Sunday, May 23, 2010

On Imitation

But imitation requires not only the absence of any unconquerable originality but also a relative fineness of ear which enables one first of all to discern what one is afterwards to imitate.

(Proust, Guermantes Way, In Search of Lost Time; trans. Moncrieff, Kilmartin, and Enright)


Famously, since Plato and Aristotle, art has been defined as the imitation of life or nature. Ovid, in his Metamorphoses, fascinatingly, reversed the direction of imitation, saying in his portrayal of Actaeon's transformation by Diana into a stag that is torn apart by his own dogs that nature imitates art--he is speaking of the rock formations around Diana's pool that are in the form of arches--the famous Roman architectural feature. Dante, on the Ledge of Pride in his Purgatorio, similarly, depicts an ecphrasis that is so real that nature could not compete with it. Art imitates life; life imitates art; it is an endless circle of mimesis. This is a fairly creative view of mimesis; Proust, however, takes a more ambivalent point. Imitation lacks originality. In high modernism, however, there is a cult of originality that ultimately is not original, as people clamor to imitate the artists who are "original." This is not a part of the loop of mimesis between life, art, and nature, but an exaggerated offshoot in which art imitates art. Or, in what he speaks of, is the circulation of particular mannerisms and trends among the upper classes. The other side of this ambivalence, however, is discernment. One' ability to discriminate what to imitate versus what not to imitate: this, it seems, is a useful social skill. It can be directed toward toadyism, for shameless self-promotion, or just surviving the shifting waves of society. The real issue, however, is whether or not "originality" is an illusion. What seems original is probably just the reorganization of partially imitated elements combined into new configurations. If originality is an illusion, creative mimesis is all there is.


— Work request —
An exact reproduction of the records is required, with all images left out.

Provided records Start Marker

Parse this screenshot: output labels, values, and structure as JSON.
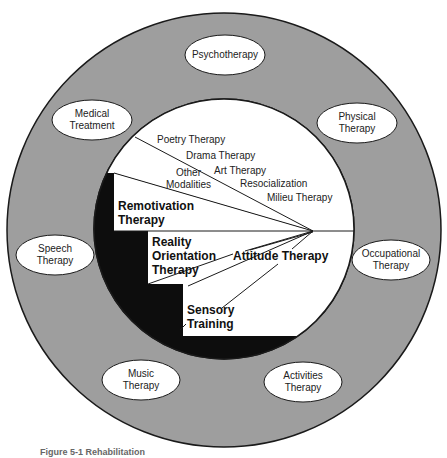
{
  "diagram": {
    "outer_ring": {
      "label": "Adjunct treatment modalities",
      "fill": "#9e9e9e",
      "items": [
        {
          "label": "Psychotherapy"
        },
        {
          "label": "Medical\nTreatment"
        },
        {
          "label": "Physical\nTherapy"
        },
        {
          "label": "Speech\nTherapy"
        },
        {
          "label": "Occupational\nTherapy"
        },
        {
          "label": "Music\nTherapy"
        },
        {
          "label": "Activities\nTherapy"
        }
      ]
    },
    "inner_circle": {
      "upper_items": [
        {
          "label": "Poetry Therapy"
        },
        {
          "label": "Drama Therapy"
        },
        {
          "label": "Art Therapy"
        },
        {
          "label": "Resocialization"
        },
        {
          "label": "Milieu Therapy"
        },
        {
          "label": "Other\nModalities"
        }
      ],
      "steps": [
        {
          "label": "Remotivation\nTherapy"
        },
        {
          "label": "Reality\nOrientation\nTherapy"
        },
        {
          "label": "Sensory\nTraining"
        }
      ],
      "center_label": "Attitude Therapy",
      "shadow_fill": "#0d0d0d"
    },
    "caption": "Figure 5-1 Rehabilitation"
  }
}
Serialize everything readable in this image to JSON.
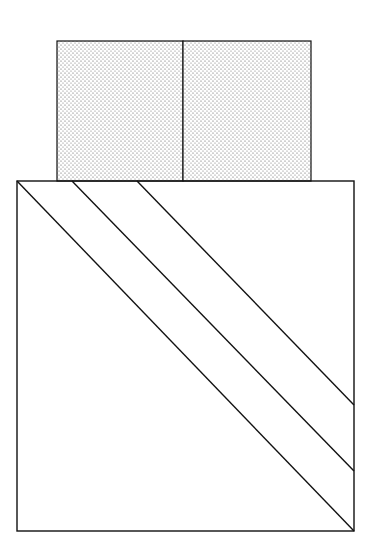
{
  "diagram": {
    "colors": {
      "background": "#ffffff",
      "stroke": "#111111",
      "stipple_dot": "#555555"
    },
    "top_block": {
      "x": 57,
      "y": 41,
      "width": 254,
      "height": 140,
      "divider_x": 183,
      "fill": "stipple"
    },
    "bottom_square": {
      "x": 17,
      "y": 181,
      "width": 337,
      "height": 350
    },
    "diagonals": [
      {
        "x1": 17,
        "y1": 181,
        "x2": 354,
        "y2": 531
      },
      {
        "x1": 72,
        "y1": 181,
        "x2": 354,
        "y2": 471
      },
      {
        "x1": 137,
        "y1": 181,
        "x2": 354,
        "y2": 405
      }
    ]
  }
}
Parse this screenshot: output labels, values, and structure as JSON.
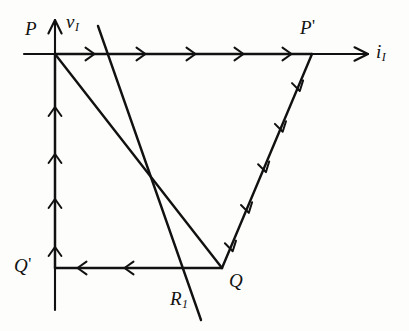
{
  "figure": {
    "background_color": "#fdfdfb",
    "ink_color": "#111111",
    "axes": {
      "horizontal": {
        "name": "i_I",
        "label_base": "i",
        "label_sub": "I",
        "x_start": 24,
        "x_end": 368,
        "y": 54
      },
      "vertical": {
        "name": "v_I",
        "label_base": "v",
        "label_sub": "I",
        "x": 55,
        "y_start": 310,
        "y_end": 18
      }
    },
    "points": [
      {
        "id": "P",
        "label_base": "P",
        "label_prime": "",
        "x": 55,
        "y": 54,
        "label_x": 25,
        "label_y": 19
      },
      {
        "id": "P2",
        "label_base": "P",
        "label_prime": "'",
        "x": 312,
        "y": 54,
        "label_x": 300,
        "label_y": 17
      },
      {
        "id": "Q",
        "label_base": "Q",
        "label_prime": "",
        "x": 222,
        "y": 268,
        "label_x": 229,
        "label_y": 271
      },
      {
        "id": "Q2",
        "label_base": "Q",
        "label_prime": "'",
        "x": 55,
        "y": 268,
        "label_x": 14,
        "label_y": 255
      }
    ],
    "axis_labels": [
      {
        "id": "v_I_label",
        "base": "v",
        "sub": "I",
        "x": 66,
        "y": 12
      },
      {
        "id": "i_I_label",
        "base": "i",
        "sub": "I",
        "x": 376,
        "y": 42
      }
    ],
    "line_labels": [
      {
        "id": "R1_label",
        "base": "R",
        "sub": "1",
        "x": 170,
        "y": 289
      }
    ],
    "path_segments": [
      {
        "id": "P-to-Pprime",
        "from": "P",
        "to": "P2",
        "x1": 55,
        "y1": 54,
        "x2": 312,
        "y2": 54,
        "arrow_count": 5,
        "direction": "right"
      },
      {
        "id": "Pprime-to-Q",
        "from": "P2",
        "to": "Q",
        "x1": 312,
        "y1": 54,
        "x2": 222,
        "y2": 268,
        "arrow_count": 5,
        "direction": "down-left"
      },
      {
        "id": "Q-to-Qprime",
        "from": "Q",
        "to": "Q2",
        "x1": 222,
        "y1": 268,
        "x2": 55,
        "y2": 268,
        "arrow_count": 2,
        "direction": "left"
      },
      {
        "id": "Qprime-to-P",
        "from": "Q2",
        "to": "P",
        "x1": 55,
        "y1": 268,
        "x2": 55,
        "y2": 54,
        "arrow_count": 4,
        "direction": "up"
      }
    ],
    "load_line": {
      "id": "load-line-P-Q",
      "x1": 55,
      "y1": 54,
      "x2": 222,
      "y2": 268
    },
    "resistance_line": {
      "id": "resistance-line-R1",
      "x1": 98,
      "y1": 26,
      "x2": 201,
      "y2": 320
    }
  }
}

Provided records End Marker

— Answer space —
Parse this screenshot: output labels, values, and structure as JSON.
{
  "diagram": {
    "outer_ring": {
      "label": "Adjunct treatment modalities",
      "fill": "#9e9e9e",
      "items": [
        {
          "label": "Psychotherapy"
        },
        {
          "label": "Medical\nTreatment"
        },
        {
          "label": "Physical\nTherapy"
        },
        {
          "label": "Speech\nTherapy"
        },
        {
          "label": "Occupational\nTherapy"
        },
        {
          "label": "Music\nTherapy"
        },
        {
          "label": "Activities\nTherapy"
        }
      ]
    },
    "inner_circle": {
      "upper_items": [
        {
          "label": "Poetry Therapy"
        },
        {
          "label": "Drama Therapy"
        },
        {
          "label": "Art Therapy"
        },
        {
          "label": "Resocialization"
        },
        {
          "label": "Milieu Therapy"
        },
        {
          "label": "Other\nModalities"
        }
      ],
      "steps": [
        {
          "label": "Remotivation\nTherapy"
        },
        {
          "label": "Reality\nOrientation\nTherapy"
        },
        {
          "label": "Sensory\nTraining"
        }
      ],
      "center_label": "Attitude Therapy",
      "shadow_fill": "#0d0d0d"
    },
    "caption": "Figure 5-1 Rehabilitation"
  }
}
Serialize everything readable in this image to JSON.
{
  "diagram": {
    "colors": {
      "background": "#ffffff",
      "stroke": "#111111",
      "stipple_dot": "#555555"
    },
    "top_block": {
      "x": 57,
      "y": 41,
      "width": 254,
      "height": 140,
      "divider_x": 183,
      "fill": "stipple"
    },
    "bottom_square": {
      "x": 17,
      "y": 181,
      "width": 337,
      "height": 350
    },
    "diagonals": [
      {
        "x1": 17,
        "y1": 181,
        "x2": 354,
        "y2": 531
      },
      {
        "x1": 72,
        "y1": 181,
        "x2": 354,
        "y2": 471
      },
      {
        "x1": 137,
        "y1": 181,
        "x2": 354,
        "y2": 405
      }
    ]
  }
}
Parse this screenshot: output labels, values, and structure as JSON.
{
  "figure": {
    "background_color": "#fdfdfb",
    "ink_color": "#111111",
    "axes": {
      "horizontal": {
        "name": "i_I",
        "label_base": "i",
        "label_sub": "I",
        "x_start": 24,
        "x_end": 368,
        "y": 54
      },
      "vertical": {
        "name": "v_I",
        "label_base": "v",
        "label_sub": "I",
        "x": 55,
        "y_start": 310,
        "y_end": 18
      }
    },
    "points": [
      {
        "id": "P",
        "label_base": "P",
        "label_prime": "",
        "x": 55,
        "y": 54,
        "label_x": 25,
        "label_y": 19
      },
      {
        "id": "P2",
        "label_base": "P",
        "label_prime": "'",
        "x": 312,
        "y": 54,
        "label_x": 300,
        "label_y": 17
      },
      {
        "id": "Q",
        "label_base": "Q",
        "label_prime": "",
        "x": 222,
        "y": 268,
        "label_x": 229,
        "label_y": 271
      },
      {
        "id": "Q2",
        "label_base": "Q",
        "label_prime": "'",
        "x": 55,
        "y": 268,
        "label_x": 14,
        "label_y": 255
      }
    ],
    "axis_labels": [
      {
        "id": "v_I_label",
        "base": "v",
        "sub": "I",
        "x": 66,
        "y": 12
      },
      {
        "id": "i_I_label",
        "base": "i",
        "sub": "I",
        "x": 376,
        "y": 42
      }
    ],
    "line_labels": [
      {
        "id": "R1_label",
        "base": "R",
        "sub": "1",
        "x": 170,
        "y": 289
      }
    ],
    "path_segments": [
      {
        "id": "P-to-Pprime",
        "from": "P",
        "to": "P2",
        "x1": 55,
        "y1": 54,
        "x2": 312,
        "y2": 54,
        "arrow_count": 5,
        "direction": "right"
      },
      {
        "id": "Pprime-to-Q",
        "from": "P2",
        "to": "Q",
        "x1": 312,
        "y1": 54,
        "x2": 222,
        "y2": 268,
        "arrow_count": 5,
        "direction": "down-left"
      },
      {
        "id": "Q-to-Qprime",
        "from": "Q",
        "to": "Q2",
        "x1": 222,
        "y1": 268,
        "x2": 55,
        "y2": 268,
        "arrow_count": 2,
        "direction": "left"
      },
      {
        "id": "Qprime-to-P",
        "from": "Q2",
        "to": "P",
        "x1": 55,
        "y1": 268,
        "x2": 55,
        "y2": 54,
        "arrow_count": 4,
        "direction": "up"
      }
    ],
    "load_line": {
      "id": "load-line-P-Q",
      "x1": 55,
      "y1": 54,
      "x2": 222,
      "y2": 268
    },
    "resistance_line": {
      "id": "resistance-line-R1",
      "x1": 98,
      "y1": 26,
      "x2": 201,
      "y2": 320
    }
  }
}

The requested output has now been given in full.